Persons who are not making their own butter can secure satisfactory results by getting fresh butter made from sweet cream and packing it as described. Such butter may be obtained of near-by creameries in wholesale lots. The best time to buy is from the middle of May to the middle of July.

Storage Of Fruit

Fruit should be picked carefully and without bruising, and should be placed in storage as soon as possible. It may be packed in barrels or boxes or placed in open trays. When the latter method is used and it is desired to keep the fruit in particularly fine condition, the specimens should not be allowed to touch one another. Apples that are to be kept for a considerable time, whether exposed or in packages, should be wrapped separately. Light manila wrappers, 10 by 10 inches, may be used.

Fruit stored in the cellar frequently does not keep well; it either shrivels or becomes spongy and decays. This fault, which often lies in the storage room, may be corrected wholly or in part. A fruit cellar should be well ventilated. The principle of physics that warm air rises and cool air settles, is applicable here. Warm air should be permitted to pass out at the top of the room through ventilators, and cool air from outside should be admitted to the room at the bottom (Fig. 121). In a cellar this can be accomplished by means of a shaft leading down the wall from a window and opening near the floor. A few windows at the top of the wall constitute the system of ventilation for most farm cellars. Although this arrangement is accepted as sufficient and in many cases gives fairly good satisfaction, the temperature cannot be kept so nearly uniform and correct as when intake shafts are used.

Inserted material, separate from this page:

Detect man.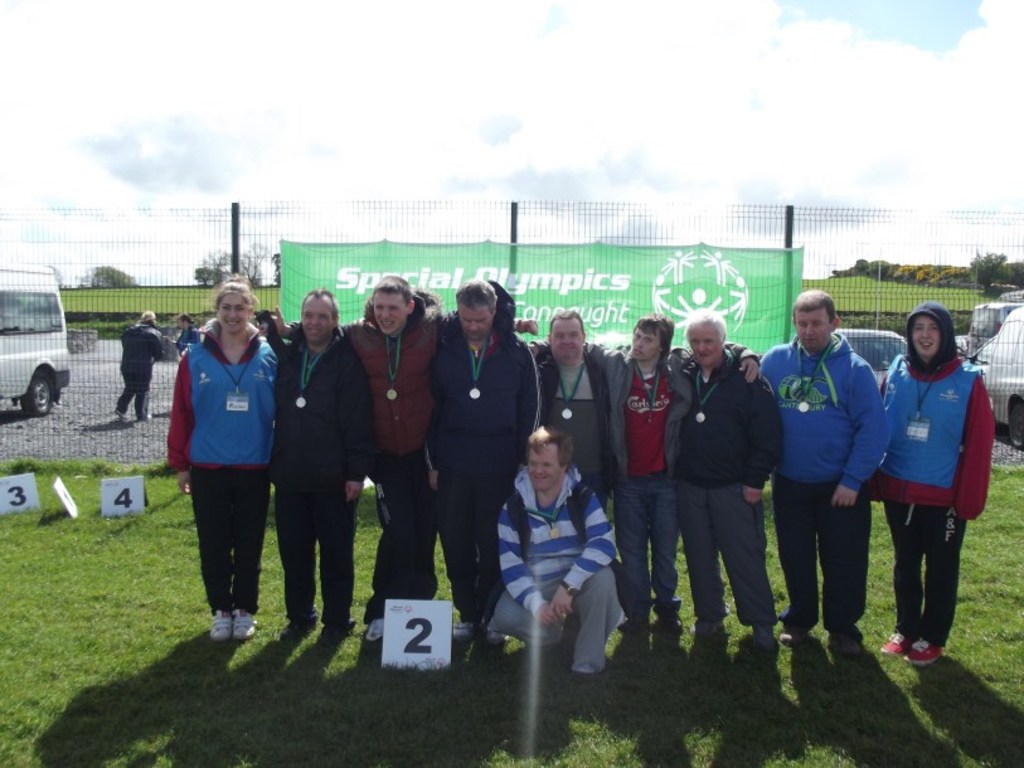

* C. S. Wilson, Cornell Reading-Course for the Farm Home, Bull. 21.

Fig. 121

Fig. 121. - Cellar ventilation.

A uniform temperature of 50° F. in the cellar will keep fruit in good condition for months. The ideal temperature is about 31° or 32° F., but this cannot usually be maintained in a cellar. The temperature should not be permitted to fluctuate. Fruit that is kept at 34° F. during the night and at 60° F. during the day will soon decay. In the farm cellar, uniformity of temperature is maintained by means of the ventilation, which should be watched very closely. In cellars where it is impossible to control the temperature and humidity as desired, the fruit may be wrapped in paper and packed in hardwood sawdust.

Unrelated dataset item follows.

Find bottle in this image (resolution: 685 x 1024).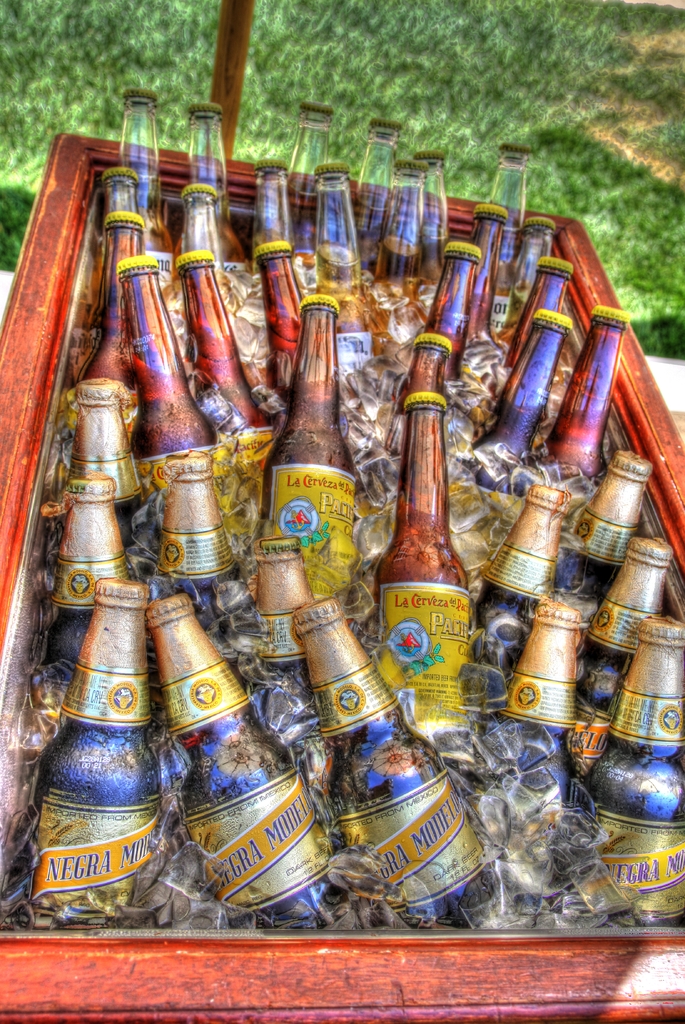
278/99/331/269.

Fruit may also be stored in pits. This method is described by L. H. Bailey as follows: "Many apples, particularly russets and other firm varieties, keep well when buried after the manner of pitting potatoes. Sometimes, however, they taste of the earth. This may be prevented by setting a ridge-pole over the pile of apples in forked sticks, and making a roof of boards in such a way that there will be an air space over the fruit. Then cover the boards with straw and earth. Apples seldom keep well after removal from a pit in spring."